Re: [PATCH 12/30] mm: memory reserve management
From: Peter Zijlstra <hidden>
Date: 2008-08-12 08:11:16
Also in:
linux-mm, lkml
On Tue, 2008-08-12 at 16:23 +1000, Neil Brown wrote:
On Thursday July 24, a.p.zijlstra@chello.nl wrote:quoted
Generic reserve management code. It provides methods to reserve and charge. Upon this, generic alloc/free style reserve pools could be build, which could fully replace mempool_t functionality.This looks quite different to last time I looked at the code (I think). You now have a more structured "kmalloc_reserve" interface which returns a flag to say if the allocation was from an emergency pool. I think this will be a distinct improvement at the call sites, though I haven't looked at them yet. :-)quoted
+ +struct mem_reserve { + struct mem_reserve *parent; + struct list_head children; + struct list_head siblings; + + const char *name; + + long pages; + long limit; + long usage; + spinlock_t lock; /* protects limit and usage */^^^^^quoted
+ + wait_queue_head_t waitqueue; +};.....quoted
+static void __calc_reserve(struct mem_reserve *res, long pages, long limit) +{ + unsigned long flags; + + for ( ; res; res = res->parent) { + res->pages += pages; + + if (limit) { + spin_lock_irqsave(&res->lock, flags); + res->limit += limit; + spin_unlock_irqrestore(&res->lock, flags); + } + } +}I cannot figure out why the spinlock is being used to protect updates to 'limit'. As far as I can see, mem_reserve_mutex already protects all those updates. Certainly we need the spinlock for usage, but why for limit??
against __mem_reserve_charge(), granted, the race would be minimal at best - but it seemed better this way.
quoted
+ +void *___kmalloc_reserve(size_t size, gfp_t flags, int node, void *ip, + struct mem_reserve *res, int *emerg) +{.....quoted
+ if (emerg) + *emerg |= 1;Why not just if (emerg) *emerg = 1. I can't we where '*emerg' can have any value but 0 or 1, so the '|' is pointless ???
weirdness in my brain when I wrote that I guess, shall ammend!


When you spot the word "MNFs" in a line of the data below, copy that line.

[Recorded data]
---*---

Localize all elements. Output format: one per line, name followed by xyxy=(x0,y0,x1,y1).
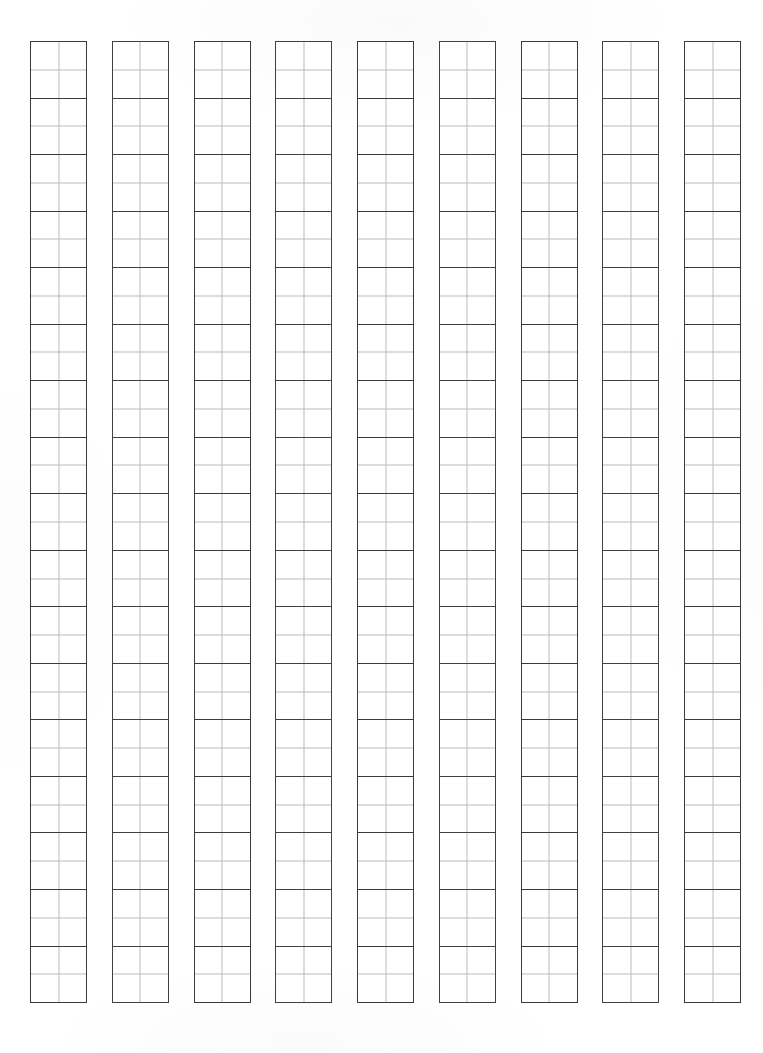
grid-cell[interactable] xyxy=(30,154,87,211)
grid-cell[interactable] xyxy=(275,98,332,155)
grid-cell[interactable] xyxy=(439,437,496,494)
grid-cell[interactable] xyxy=(357,946,414,1004)
grid-cell[interactable] xyxy=(521,437,578,494)
grid-cell[interactable] xyxy=(275,267,332,324)
grid-cell[interactable] xyxy=(112,98,169,155)
grid-cell[interactable] xyxy=(684,267,741,324)
grid-cell[interactable] xyxy=(521,719,578,776)
grid-cell[interactable] xyxy=(30,493,87,550)
grid-cell[interactable] xyxy=(30,98,87,155)
grid-cell[interactable] xyxy=(602,889,659,946)
grid-cell[interactable] xyxy=(684,493,741,550)
grid-cell[interactable] xyxy=(439,946,496,1004)
grid-cell[interactable] xyxy=(30,719,87,776)
grid-cell[interactable] xyxy=(194,493,251,550)
grid-cell[interactable] xyxy=(357,606,414,663)
grid-cell[interactable] xyxy=(357,550,414,607)
grid-cell[interactable] xyxy=(275,211,332,268)
grid-cell[interactable] xyxy=(112,776,169,833)
grid-cell[interactable] xyxy=(112,324,169,381)
grid-cell[interactable] xyxy=(439,663,496,720)
grid-cell[interactable] xyxy=(30,889,87,946)
grid-cell[interactable] xyxy=(521,98,578,155)
grid-cell[interactable] xyxy=(439,41,496,98)
grid-cell[interactable] xyxy=(357,889,414,946)
grid-cell[interactable] xyxy=(194,324,251,381)
grid-cell[interactable] xyxy=(112,154,169,211)
grid-cell[interactable] xyxy=(357,324,414,381)
grid-cell[interactable] xyxy=(439,324,496,381)
grid-cell[interactable] xyxy=(275,606,332,663)
grid-cell[interactable] xyxy=(684,211,741,268)
grid-cell[interactable] xyxy=(521,776,578,833)
grid-cell[interactable] xyxy=(439,889,496,946)
grid-cell[interactable] xyxy=(194,267,251,324)
grid-cell[interactable] xyxy=(439,380,496,437)
grid-cell[interactable] xyxy=(521,606,578,663)
grid-cell[interactable] xyxy=(439,267,496,324)
grid-cell[interactable] xyxy=(112,889,169,946)
grid-cell[interactable] xyxy=(684,550,741,607)
grid-cell[interactable] xyxy=(521,41,578,98)
grid-cell[interactable] xyxy=(357,719,414,776)
grid-cell[interactable] xyxy=(439,493,496,550)
grid-cell[interactable] xyxy=(521,267,578,324)
grid-cell[interactable] xyxy=(112,663,169,720)
grid-cell[interactable] xyxy=(30,437,87,494)
grid-cell[interactable] xyxy=(275,832,332,889)
grid-cell[interactable] xyxy=(194,946,251,1004)
grid-cell[interactable] xyxy=(602,606,659,663)
grid-cell[interactable] xyxy=(194,889,251,946)
grid-cell[interactable] xyxy=(602,493,659,550)
grid-cell[interactable] xyxy=(275,41,332,98)
grid-cell[interactable] xyxy=(112,41,169,98)
grid-cell[interactable] xyxy=(684,98,741,155)
grid-cell[interactable] xyxy=(112,550,169,607)
grid-cell[interactable] xyxy=(30,550,87,607)
grid-cell[interactable] xyxy=(275,154,332,211)
grid-cell[interactable] xyxy=(194,211,251,268)
grid-cell[interactable] xyxy=(30,324,87,381)
grid-cell[interactable] xyxy=(194,380,251,437)
grid-cell[interactable] xyxy=(275,324,332,381)
grid-cell[interactable] xyxy=(521,663,578,720)
grid-cell[interactable] xyxy=(684,719,741,776)
grid-cell[interactable] xyxy=(30,663,87,720)
grid-cell[interactable] xyxy=(684,324,741,381)
grid-cell[interactable] xyxy=(30,41,87,98)
grid-cell[interactable] xyxy=(602,550,659,607)
grid-cell[interactable] xyxy=(30,606,87,663)
grid-cell[interactable] xyxy=(275,719,332,776)
grid-cell[interactable] xyxy=(357,211,414,268)
grid-cell[interactable] xyxy=(30,776,87,833)
grid-cell[interactable] xyxy=(602,832,659,889)
grid-cell[interactable] xyxy=(30,380,87,437)
grid-cell[interactable] xyxy=(521,324,578,381)
grid-cell[interactable] xyxy=(194,832,251,889)
grid-cell[interactable] xyxy=(684,889,741,946)
grid-cell[interactable] xyxy=(357,832,414,889)
grid-cell[interactable] xyxy=(521,946,578,1004)
grid-cell[interactable] xyxy=(684,41,741,98)
grid-cell[interactable] xyxy=(602,211,659,268)
grid-cell[interactable] xyxy=(439,606,496,663)
grid-cell[interactable] xyxy=(521,154,578,211)
grid-cell[interactable] xyxy=(275,776,332,833)
grid-cell[interactable] xyxy=(194,776,251,833)
grid-cell[interactable] xyxy=(194,41,251,98)
grid-cell[interactable] xyxy=(357,437,414,494)
grid-cell[interactable] xyxy=(602,154,659,211)
grid-cell[interactable] xyxy=(112,719,169,776)
grid-cell[interactable] xyxy=(602,380,659,437)
grid-cell[interactable] xyxy=(684,154,741,211)
grid-cell[interactable] xyxy=(275,946,332,1004)
grid-cell[interactable] xyxy=(602,946,659,1004)
grid-cell[interactable] xyxy=(439,776,496,833)
grid-cell[interactable] xyxy=(602,98,659,155)
grid-cell[interactable] xyxy=(194,663,251,720)
grid-cell[interactable] xyxy=(684,606,741,663)
grid-cell[interactable] xyxy=(439,211,496,268)
grid-cell[interactable] xyxy=(275,889,332,946)
grid-cell[interactable] xyxy=(275,493,332,550)
grid-cell[interactable] xyxy=(439,550,496,607)
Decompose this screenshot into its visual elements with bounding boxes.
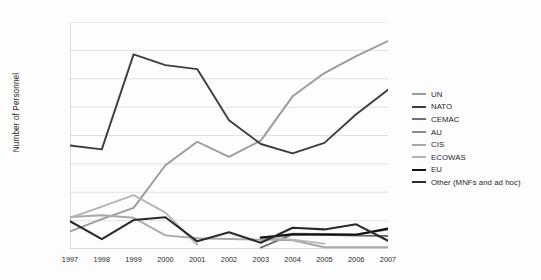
x-tick-label: 1999	[125, 255, 141, 264]
legend-item-un[interactable]: UN	[412, 88, 540, 101]
legend-label: EU	[431, 165, 442, 174]
legend-swatch-icon	[412, 144, 426, 146]
x-tick-label: 2000	[157, 255, 173, 264]
x-tick-label: 1997	[62, 255, 78, 264]
x-tick-label: 2001	[189, 255, 205, 264]
legend-swatch-icon	[412, 106, 426, 108]
legend-item-eu[interactable]: EU	[412, 164, 540, 177]
x-tick-label: 1998	[94, 255, 110, 264]
x-tick-label: 2006	[348, 255, 364, 264]
legend-swatch-icon	[412, 169, 426, 171]
x-tick-label: 2007	[380, 255, 396, 264]
legend-label: UN	[431, 90, 442, 99]
legend-swatch-icon	[412, 156, 426, 158]
legend-item-cis[interactable]: CIS	[412, 138, 540, 151]
chart-legend: UNNATOCEMACAUCISECOWASEUOther (MNFs and …	[412, 88, 540, 189]
legend-item-nato[interactable]: NATO	[412, 101, 540, 114]
legend-swatch-icon	[412, 131, 426, 133]
legend-label: ECOWAS	[431, 153, 466, 162]
x-tick-label: 2003	[253, 255, 269, 264]
legend-label: NATO	[431, 102, 452, 111]
legend-swatch-icon	[412, 93, 426, 95]
chart-figure: Number of Personnel 10,00020,00030,00040…	[0, 0, 541, 280]
legend-item-au[interactable]: AU	[412, 126, 540, 139]
legend-label: AU	[431, 128, 442, 137]
legend-swatch-icon	[412, 118, 426, 120]
legend-item-cemac[interactable]: CEMAC	[412, 113, 540, 126]
x-tick-label: 2005	[316, 255, 332, 264]
legend-item-ecowas[interactable]: ECOWAS	[412, 151, 540, 164]
legend-label: CEMAC	[431, 115, 459, 124]
x-tick-label: 2004	[284, 255, 300, 264]
legend-item-other-mnfs-and-ad-hoc[interactable]: Other (MNFs and ad hoc)	[412, 176, 540, 189]
legend-label: Other (MNFs and ad hoc)	[431, 178, 521, 187]
legend-swatch-icon	[412, 181, 426, 183]
x-tick-label: 2002	[221, 255, 237, 264]
legend-label: CIS	[431, 140, 444, 149]
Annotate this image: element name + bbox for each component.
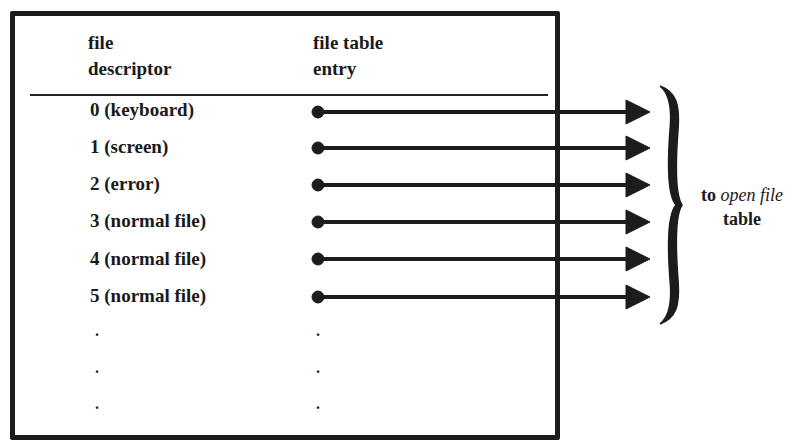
curly-brace-icon [660,86,682,324]
arrow-icon [312,173,650,197]
arrow-icon [312,285,650,309]
label-prefix: to [701,185,721,205]
arrow-icon [312,100,650,124]
label-line2: table [692,207,792,231]
arrow-icon [312,247,650,271]
arrow-icon [312,136,650,160]
label-emphasis: open file [721,185,783,205]
arrow-icon [312,210,650,234]
pointer-arrows [0,0,809,444]
open-file-table-label: to open file table [692,183,792,231]
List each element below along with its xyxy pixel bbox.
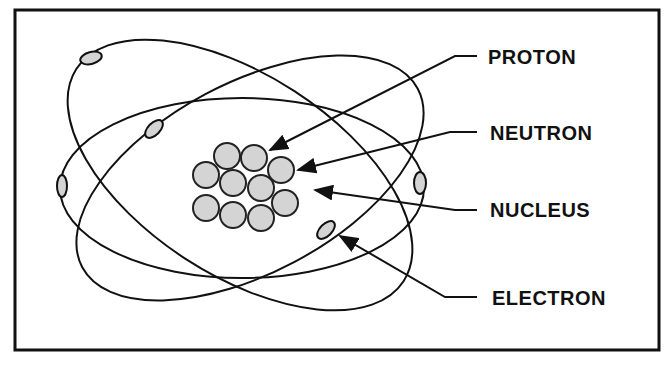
nucleon	[241, 145, 267, 171]
electron	[414, 172, 426, 194]
label-nucleus: NUCLEUS	[490, 200, 590, 220]
electron	[79, 49, 103, 66]
electron	[57, 175, 67, 197]
nucleon	[248, 205, 274, 231]
electron	[142, 117, 166, 141]
nucleon	[220, 170, 246, 196]
label-proton: PROTON	[488, 47, 576, 67]
nucleon	[220, 202, 246, 228]
nucleon	[248, 175, 274, 201]
neutron-pointer	[298, 132, 477, 170]
nucleon	[268, 157, 294, 183]
nucleon	[214, 143, 240, 169]
nucleon	[193, 195, 219, 221]
nucleon	[193, 162, 219, 188]
nucleus	[193, 143, 298, 231]
electron-pointer	[340, 236, 477, 297]
label-neutron: NEUTRON	[490, 123, 592, 143]
label-electron: ELECTRON	[492, 288, 606, 308]
nucleon	[272, 190, 298, 216]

---*---

◆ SOLUTION BELOW ◆
chart-legend: UNNATOCEMACAUCISECOWASEUOther (MNFs and …	[412, 88, 540, 189]
legend-item-other-mnfs-and-ad-hoc[interactable]: Other (MNFs and ad hoc)	[412, 176, 540, 189]
legend-label: Other (MNFs and ad hoc)	[431, 178, 521, 187]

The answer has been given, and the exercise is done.